Casting error, String to Number

nano7 years ago

I am surprised to see that following piece of code
Extensible.java:

    public double getDouble(String key) {
        if (attributes.containsKey(key)) {
            return ((Number) attributes.get(key)).doubleValue();
        } else {
            return 0.0;
        }
    }

Why are you doing this way? String and Number class aren't consisted to cast each other. Just a moment ago, i tried to get a trip report, but the error was saying can't cast java.lang.string to java.lang.number,
It would be strange if you haven't seen this? or am I doing something wrong?

-Tnx

nejck7 years ago

That piece of code does not cast String to Number.

It casts Object that is found in attributes Map under the key (that is of type String).

There is nothing wrong with the code provided, but it's true, that the Object in attributes is not always a Number, so you have to be careful when to use which function (there are others too, like getBoolean, ...).

nano7 years ago

how do I get around this issue? I haven't changed anything on the source code. Just tried to get report trips.

tnx

nejck7 years ago

To answer your question you'll have to provide more data (exact version of server, copy of logs at the time of error - both wrapper and tracker-server.log if possible, device type, ...) :)

Anton Tananaev7 years ago

@nano, what version are you using? Did you upgrade from some older version? Are you trying to get report for the data that has been saved by old version?

nano7 years ago

Hello Anton,
I was using v3.10 and I didn't come from any older version, it was just a first one. I changed the code as following, not sure if it is the right solution you would do.

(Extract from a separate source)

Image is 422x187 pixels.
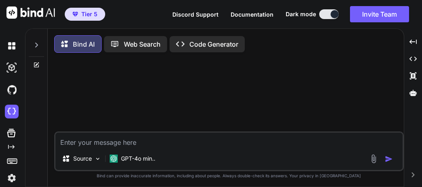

    public double getDouble(String key) {
        if (attributes.containsKey(key)) {
            /*return ((Number) attributes.get(key)).doubleValue();*/
            Object obj = attributes.get(key);
            if (obj instanceof Number) {
                return ((Number) obj).doubleValue();
            } else if (obj instanceof String) {
                return Double.parseDouble((String) obj);
            } else {
                return 0.0;
            }
        } else {
            return 0.0;
        }
    }
Anton Tananaev7 years ago

Looks fine, but I'm not sure why it's not a number.